23 held in raids across France
POLICE raided homes of suspected Islamist militants across France overnight arresting 23 people, and investigators identified a Belgian national living in Syria as the possible mastermind behind last Friday’s attacks in Paris.
Much of France came to a standstill at midday for a minute’s silence to remember the 129 killed in the coordinated suicide bombings and shootings. Metro trains stopped, pedestrians paused on pavements and office workers stood at their desks.
Prosecutors have identified five of the seven dead assailants — four Frenchmen and a foreigner fingerprinted in Greece last month. His role in the carnage has fueled speculation that Islamic State took advantage of a recent wave of refugees fleeing Syria to slip militants into Europe.
Police believe one attacker is on the run and are working on the assumption that at least four people helped organize the mayhem, the worst atrocity in France since World War II, which appears to have been organized in neighboring Belgium.
Belgian police arrested at least one person after a four-hour siege yesterday at a house in the Brussels district of Molenbeek, home to many Muslim immigrants, but failed to find a man believed to have played a key role in the Paris assault.
“We know that more attacks are being prepared, not just against France but also against other European countries,” French Prime Minister Manuel Valls told RTL radio. “We are going to live with this terrorist threat for a long time.”
Islamic State, which claimed responsibility for the attacks in retaliation for French airstrikes in Iraq and Syria, warned in a video released yesterday that any country hitting it would suffer the same fate, promising specifically to target Washington.
French warplanes bombed Islamic State training camps and a suspected arms depot in its Syrian stronghold Raqqa late on Sunday — its biggest such strike since it started assaults as part of a United States-led mission launched last year.
Interior Minister Bernard Cazeneuve told reporters that police had arrested nearly two dozen people and seized arms, including a rocket launcher and automatic weapons, in 168 raids overnight. Another 104 people were put under house arrest, he said.
“Let this be clear to everyone, this is just the beginning, these actions are going to continue,” he said.
A source close to the investigation said that Belgian national Abdelhamid Abaaoud, currently in Syria, was suspected of having ordered the Paris operation. “He appears to be the brains behind several planned attacks in Europe,” the source said.
RTL Radio said Abaaoud is a 27-year-old from Molenbeek. He is also reported to have been linked to a series of planned attacks in Belgium that were foiled by police last January.
Police in Brussels have detained two suspects and are hunting Salah Abdeslam, a 26-year-old Frenchman based in the Belgian capital, who is one of three brothers believed to have been involved in the plot.
Schools and museums in Paris reopened yesterday after a 48-hour shutdown, but some popular tourist sites, including Disneyland and the Eiffel Tower, remained closed.
French tourism-related stocks fell sharply on fears visitors might shun Paris, one of the most visited cities in the world, but the country’s blue-chip CAC 40 index was steady.
Police have named two French attackers — Ismael Omar Mostefai, 29, from Chartres, southwest of Paris, and Samy Amimour, 28, from the Paris suburb of Drancy. A source close to the investigation named two other French assailants as Bilal Hadfi and Ibrahim Abdeslam.
France now believes Mostefai was in Syria from 2013-14 and his radicalization underlined the trouble France faces trying to capture an illusive enemy that grew up in its own cities.
“He was a normal man,” said Christophe, his neighbor in Chartres.
“Nothing made you think he would turn violent.”
Official figures estimate that 520 French nationals are in the Syrian and Iraqi war zones, including 116 women. A total of 137 have died in the fighting, 250 have returned home and about 700 have plans to travel to join jihadist factions.
The man stopped in Greece last month was carrying a Syrian passport in the name of Ahmad Al Mohammad. Police said they were still checking to see if the document was authentic, but said the dead man’s fingerprints matched those on record in Greece.
Greek officials said the passport holder had crossed from Turkey and then registered for asylum in Serbia before heading north, following a route taken by hundreds of thousands of asylum seekers this year.
The news revived a furious row within the European Union on how to handle the flood of Middle Eastern and African refugees. Senior Polish and Slovak officials dismissed an EU plan to relocate asylum seekers across the bloc, saying the violence underlined their concerns about taking in Muslims.
Britain said yesterday it will boost its intelligence agency staff by 15 percent and more than double spending on aviation security to defend against Islamist militants plotting attacks from Syria.
A source in Prime Minister David Cameron’s office said police had foiled one attack in Britain last month.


(Work to complete): Word for word, restate all the records; images are not part of the copy.

(Material for the task):
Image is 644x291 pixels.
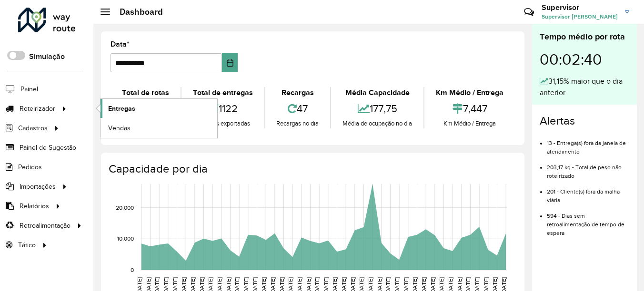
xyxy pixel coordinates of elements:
[540,30,629,43] div: Tempo médio por rota
[267,98,328,119] div: 47
[108,123,131,133] span: Vendas
[540,76,629,98] div: 31,15% maior que o dia anterior
[333,119,421,128] div: Média de ocupação no dia
[113,87,178,98] div: Total de rotas
[131,266,134,272] text: 0
[541,3,618,12] h3: Supervisor
[117,235,134,242] text: 10,000
[18,240,36,250] span: Tático
[184,87,262,98] div: Total de entregas
[267,87,328,98] div: Recargas
[29,51,65,63] label: Simulação
[19,103,55,113] span: Roteirizador
[111,39,129,50] label: Data
[333,98,421,119] div: 177,75
[333,87,421,98] div: Média Capacidade
[541,12,618,21] span: Supervisor [PERSON_NAME]
[540,114,629,128] h4: Alertas
[18,162,42,172] span: Pedidos
[547,205,629,237] li: 594 - Dias sem retroalimentação de tempo de espera
[427,98,513,119] div: 7,447
[547,132,629,156] li: 13 - Entrega(s) fora da janela de atendimento
[267,119,328,128] div: Recargas no dia
[547,156,629,180] li: 203,17 kg - Total de peso não roteirizado
[18,123,48,133] span: Cadastros
[427,87,513,98] div: Km Médio / Entrega
[20,84,38,94] span: Painel
[184,119,262,128] div: Entregas exportadas
[222,53,237,73] button: Choose Date
[101,99,217,118] a: Entregas
[19,181,56,191] span: Importações
[101,118,217,137] a: Vendas
[116,205,134,211] text: 20,000
[19,201,49,211] span: Relatórios
[540,43,629,76] div: 00:02:40
[108,162,515,176] h4: Capacidade por dia
[427,119,513,128] div: Km Médio / Entrega
[519,2,539,22] a: Contato Rápido
[184,98,262,119] div: 1122
[19,143,77,153] span: Painel de Sugestão
[547,180,629,205] li: 201 - Cliente(s) fora da malha viária
[19,221,70,231] span: Retroalimentação
[110,7,163,17] h2: Dashboard
[108,103,135,113] span: Entregas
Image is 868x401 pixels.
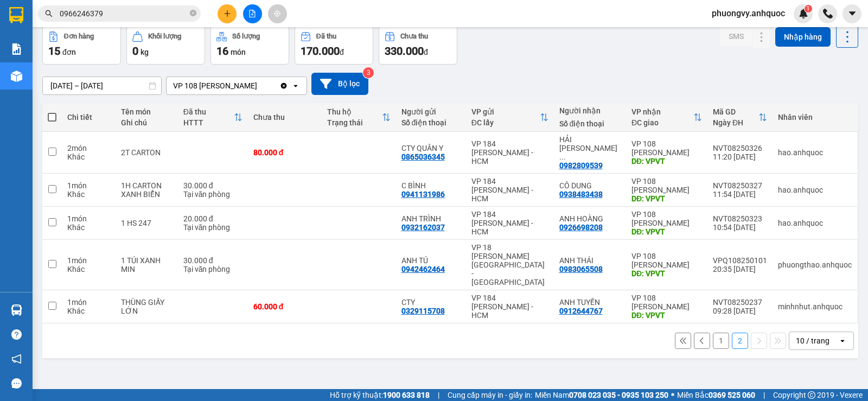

(Answer space):
Image is 644x291 pixels.
xyxy pixel coordinates of elements:
[540,30,629,43] div: Tempo médio por rota
[267,98,328,119] div: 47
[108,123,131,133] span: Vendas
[540,76,629,98] div: 31,15% maior que o dia anterior
[333,119,421,128] div: Média de ocupação no dia
[113,87,178,98] div: Total de rotas
[131,266,134,272] text: 0
[541,3,618,12] h3: Supervisor
[117,235,134,242] text: 10,000
[18,240,36,250] span: Tático
[184,87,262,98] div: Total de entregas
[267,87,328,98] div: Recargas
[29,51,65,63] label: Simulação
[19,103,55,113] span: Roteirizador
[111,39,129,50] label: Data
[333,98,421,119] div: 177,75
[333,87,421,98] div: Média Capacidade
[541,12,618,21] span: Supervisor [PERSON_NAME]
[540,114,629,128] h4: Alertas
[18,162,42,172] span: Pedidos
[547,205,629,237] li: 594 - Dias sem retroalimentação de tempo de espera
[427,98,513,119] div: 7,447
[547,132,629,156] li: 13 - Entrega(s) fora da janela de atendimento
[267,119,328,128] div: Recargas no dia
[547,156,629,180] li: 203,17 kg - Total de peso não roteirizado
[18,123,48,133] span: Cadastros
[427,87,513,98] div: Km Médio / Entrega
[20,84,38,94] span: Painel
[184,119,262,128] div: Entregas exportadas
[222,53,237,73] button: Choose Date
[101,99,217,118] a: Entregas
[19,181,56,191] span: Importações
[101,118,217,137] a: Vendas
[116,205,134,211] text: 20,000
[19,201,49,211] span: Relatórios
[540,43,629,76] div: 00:02:40
[108,162,515,176] h4: Capacidade por dia
[427,119,513,128] div: Km Médio / Entrega
[519,2,539,22] a: Contato Rápido
[184,98,262,119] div: 1122
[19,143,77,153] span: Painel de Sugestão
[547,180,629,205] li: 201 - Cliente(s) fora da malha viária
[19,221,70,231] span: Retroalimentação
[110,7,163,17] h2: Dashboard
[108,103,135,113] span: Entregas
Image is 868x401 pixels.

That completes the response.